THE FIRST SIX SECONDS
Here is what I am going to to do. I am going to run through that door and knock that guy flat on his ass then in the split-second pause before he realises throw my assault rifle hard at his friend knocking him against the wall then grab the baseball bat that the first guy dropped then smash his face in with it then kick the second guy’s head against a wall until he stops moving then run out of the room and kill two dogs with the bat then a third man who comes to investigate then throw the bat at a fourth man and grab his golf club and stove his head in with it as he lies on the floor.
This is Hotline Miami. This is not an invented scenario: this is the first six seconds of one of the levels, and I now know it by muscle memory because I played through it fifty times in the course of ten minutes. Sometimes the assault rifle would miss and I’d get drilled by the second guy, and have to restart. Sometimes, timidly hiding in a doorway, the dogs would attack before I could get the drop on them. Sometimes I’d be too fast, and man three and four would rush the first room and knock my brains out over the tiles. I became lost in it all, the endless spiral of death and replay and death and replay.
BITS OF BLOODY SKULL
A brief summation of the game for anyone not up to speed – Hotline Miami is a top-down murder simulator that looks like Grand Theft Auto 1 and plays like Manhunt stuck on fast-forward, dripping with both 80’s neon-punk style and bits of bloody skull. It is not the sort of game you would want your daughter to bring home. It is blessed with excellent retro visual assets, a fascinatingly ambiguous storyline, and a soundtrack so good I want to go down on it while it drinks single-malt scotch straight out of the bottle.
Listen to this song while you read the rest of the article. It is the grubby, under-appreciated jewel in the soundtrack’s crown.
You play a man – unnamed – who wears a series of rubber animal masks and kills bad men in Miami circa 1989 by performing high-speed improvised murder on several of them at once. It is every workplace shooting fantasy you’ve ever had sawn off, stuffed into a duffle bag, and left incriminatingly in your back garden.
A GOOD THREE HUNDRED TIMES
There is no other game like this game, and I say that with all honesty. It feels like a stealth game, to begin with, but it’s not. Hesitation and waiting are the keys to dying or a low score. Every time I died – and sweet Jesus, I must have died a good three hundred times in the eight hours I’ve spent playing it – I knew what went wrong. I knew it was my fault. I waited for a fraction of a second to swing. I played it safe, and that – paradoxically – got me killed.
Because caution is not the way to win when playing Hotline Miami. It is lightning-fast – too fast for a lot of players, it would seem – and the slightest mistake is penalised for your death. The game forces you to act at its own breakneck speed. Of course, most humans can’t improvise at that speed, so you iterate.
The first six seconds are important, but from that you enter the terrifying hinterland of the next ten – strange, uncharted territory, reached once or twice out of fifteen attempts. The ten seconds after that are scarier still. You improvise, and you die, and you learn and you try again. You start to build. You get kicked in the stomach over and over again until you learn how to grab the foot and twist.
THE VICTORIOUS SAMURAI
It doesn’t sound like a pleasant experience, described like that, and it’s almost not. If it was even five percent harder, it probably wouldn’t be. But the only playthrough that matters is the one where you don’t die. All the others are fakes. Didn’t happen. This is a rhythm game where the rhythm is half 80’s synth-dance and half your fists mashing a dude’s blood-wet head into bathroom tiles. I played that above level for the best part of forty minutes. What actually happened, the actual story, is:
you burst in and killed that dude and that dude and then the two dogs and then the third man then threw your bat at the forth and choked him on the ground then threw his knife at a fifth then grabbed his golf club then killed three men in the space of a second then got your rifle back then killed one two three four five men through glass then last shot fired into skull of patrolling enemy then throw assault rifle at face of last man and kick his head against a wall until it pops then END
That’s what happened. That’s what you did. It took forty seconds, tops. The closest way to describe the rest of it, and to tie this ridiculous post back to the headline, is the way that Samurai duel in old movies – by staring at each other, and running through the combat in their minds over and over, second-guessing their opponent’s style and technique and instincts until they’re sure, and one fatal swipe decides the battle.
In Hotline Miami, you are always the victorious samurai. All it takes is time.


## [What the task asks]
Note each line in the data holding the string "Indian" and report it.

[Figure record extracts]
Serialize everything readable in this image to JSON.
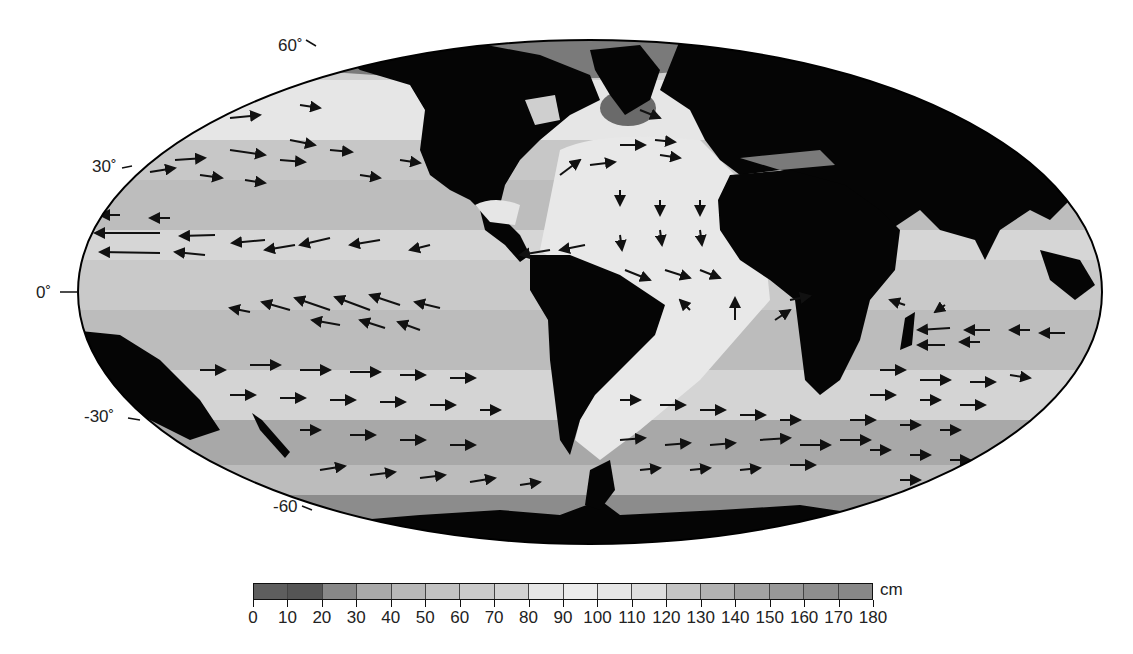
{
  "map": {
    "projection": "Mollweide (global)",
    "ellipse": {
      "cx": 590,
      "cy": 292,
      "rx": 512,
      "ry": 252
    },
    "colors": {
      "land": "#050505",
      "ice": "#7a7a7a",
      "ocean_base": "#cfcfcf",
      "outline": "#000000",
      "arrow": "#111111"
    },
    "latitude_labels": [
      {
        "text": "60˚",
        "x": 278,
        "y": 36
      },
      {
        "text": "30˚",
        "x": 92,
        "y": 157
      },
      {
        "text": "0˚",
        "x": 36,
        "y": 283
      },
      {
        "text": "-30˚",
        "x": 84,
        "y": 407
      },
      {
        "text": "-60",
        "x": 273,
        "y": 497
      }
    ]
  },
  "colorbar": {
    "unit": "cm",
    "tick_labels": [
      "0",
      "10",
      "20",
      "30",
      "40",
      "50",
      "60",
      "70",
      "80",
      "90",
      "100",
      "110",
      "120",
      "130",
      "140",
      "150",
      "160",
      "170",
      "180"
    ],
    "colors": [
      "#5e5e5e",
      "#555555",
      "#888888",
      "#a9a9a9",
      "#b8b8b8",
      "#c2c2c2",
      "#cacaca",
      "#d2d2d2",
      "#e6e6e6",
      "#ececec",
      "#e6e6e6",
      "#dedede",
      "#c4c4c4",
      "#b2b2b2",
      "#a2a2a2",
      "#989898",
      "#8e8e8e",
      "#888888"
    ]
  },
  "chart_data": {
    "type": "heatmap",
    "title": "",
    "colorbar_label": "cm",
    "colorbar_range": [
      0,
      180
    ],
    "colorbar_step": 10,
    "latitude_ticks": [
      "60°",
      "30°",
      "0°",
      "-30°",
      "-60"
    ],
    "vector_patterns": [
      {
        "region": "North Pacific 30-45N",
        "direction": "eastward (westerlies)"
      },
      {
        "region": "Tropical Pacific 5-20N",
        "direction": "westward"
      },
      {
        "region": "Equatorial/South Pacific 0-15S",
        "direction": "westward / north-westward"
      },
      {
        "region": "South Pacific 25-45S",
        "direction": "eastward"
      },
      {
        "region": "North Atlantic 35-50N",
        "direction": "north-eastward"
      },
      {
        "region": "Tropical Atlantic",
        "direction": "southward then south-eastward"
      },
      {
        "region": "South Atlantic 30-55S",
        "direction": "eastward"
      },
      {
        "region": "Indian Ocean 10-20S",
        "direction": "westward"
      },
      {
        "region": "Southern Indian Ocean 30-55S",
        "direction": "eastward"
      }
    ]
  }
}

## [Solution for this problem]
        "region": "Indian Ocean 10-20S",
        "region": "Southern Indian Ocean 30-55S",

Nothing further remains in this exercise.